Yesterday UN Member States reached a Financing for Development agreement. The text, agreed ahead of the UN Financing for Development Conference in Seville from 30 June to 3 July initiates “an intergovernmental process at the United Nations, with a view to make [sic] recommendations for closing gaps in the debt architecture and exploring options to address debt sustainability”.[1]

Because the process just has a view to making recommendations, it is a significant weakening on proposals by African governments for a “strong, far-reaching reform of global debt architecture through the establishment of a UN Framework Convention on Sovereign Debt. This proposed framework should aim to create a more comprehensive, fair, and effective multilateral mechanism for preventing and resolving sovereign debt crises.”[2]

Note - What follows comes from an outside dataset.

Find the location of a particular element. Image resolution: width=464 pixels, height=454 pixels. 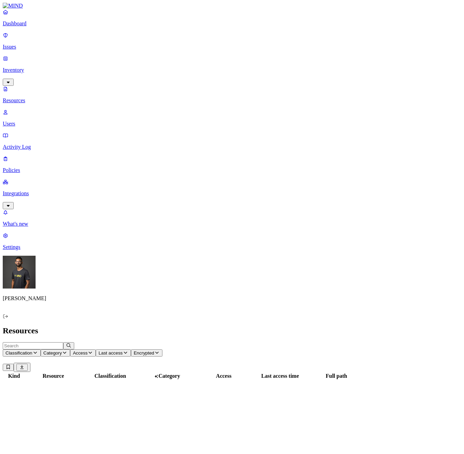

div: Access is located at coordinates (224, 376).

Reacting to the agreement, Heidi Chow, Executive Director at Debt Justice, said:
“The UK and other rich countries should hang their heads in shame for blocking and watering down the demands of lower-income countries for a UN process to cancel debt and prevent debt crises. Going forward, the UK government needs to change its tune, listen to countries at the sharp end of the debt crisis and support major improvements to how international debt is managed.” 

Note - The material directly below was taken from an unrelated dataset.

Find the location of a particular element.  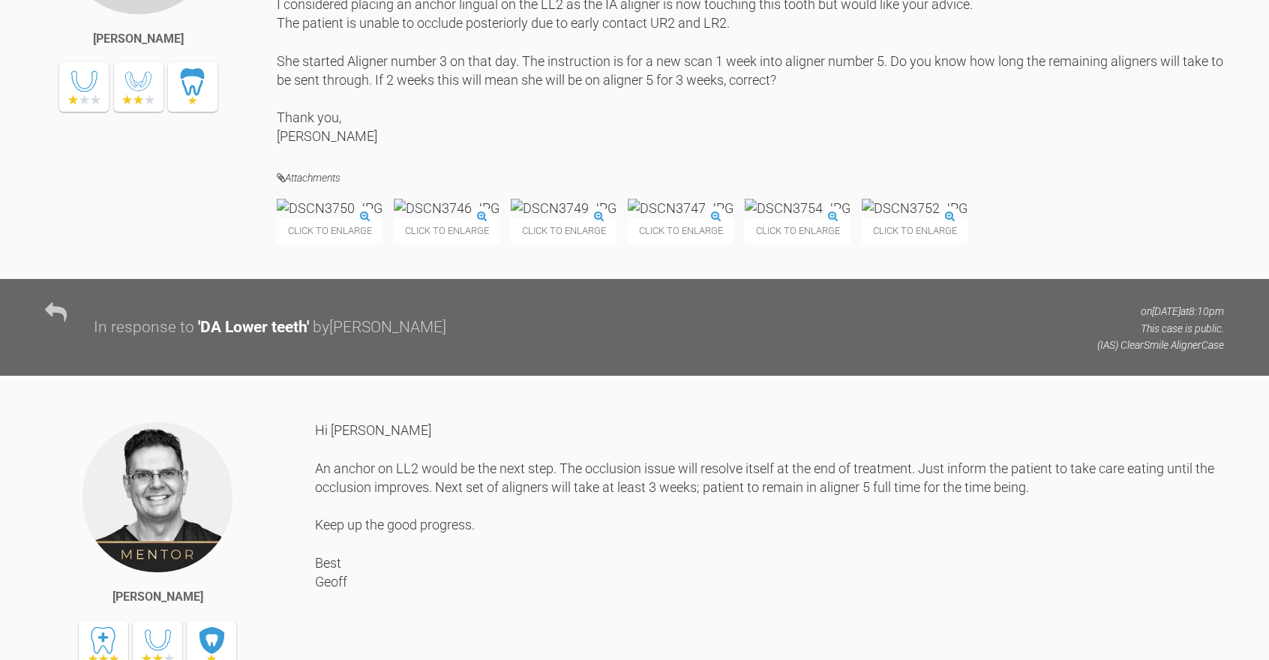

img: Geoff Stone is located at coordinates (157, 497).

In response to the inclusion of text that encourages “jurisdictions to consider passing legislation aimed at limiting holdouts by creditors to facilitate effective debt restructuring” [1] Heidi Chow said:
“The international community has joined African governments in calling for the UK government to pass legislation to ensure private lenders take part in debt relief. Such legal changes are essential so that lower-income countries can spend more on hospitals, schools and climate action.”[3]

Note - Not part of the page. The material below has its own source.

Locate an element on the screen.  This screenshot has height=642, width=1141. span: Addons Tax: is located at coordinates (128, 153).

The US walked out of the process, and the EU disassociated itself from the paragraph on an intergovernmental debt process.

Iolanda Fresnillo from Eurodad said: “Instead of a commitment to redress the imbalances of a creditor dominated system, the outcome has been limited to a process to ‘make recommendations’. This is a weak mandate at a time when the worst debt crisis the world has ever seen is suffocating public budgets, threatening the entire Sustainable Development Goals agenda and preventing action on the climate crisis. 

“The EU consistently watered down the global south proposal for an intergovernmental process to establish a UN convention on sovereign debt, only to end up disassociating themselves from the very weak consensus language they’ve forced through. This is unacceptable.”[4]

Notes

[1] https://financing.desa.un.org/sites/default/files/ffd4-documents/2025/Compromiso%20de%20Sevilla%20for%20action%2016%20June.pdf

[2] Lome declaration by African Union Heads of State and Finance Ministers, May 2025 https://au.int/sites/default/files/documents/44785-doc-EN_Draft_Zero_Declaration_AU_Conference_on_Debt_Final.pdf

The full text is: “CALL UPON the AU and other pan-African Institutions to advocate for strong, far reaching reform of global debt architecture through the establishment of a UN Framework Convention on Sovereign Debt. This proposed framework should aim to create a more comprehensive, fair, and effective multilateral mechanism for preventing and resolving sovereign debt crises. The Framework Convention on Sovereign Debt should be a legally binding mechanism providing timely and adequate debt relief. It should furthermore be inclusive and transparent, propose development oriented debt sustainability assessments, address illegitimate debt and propose debt crisis prevention mechanisms.”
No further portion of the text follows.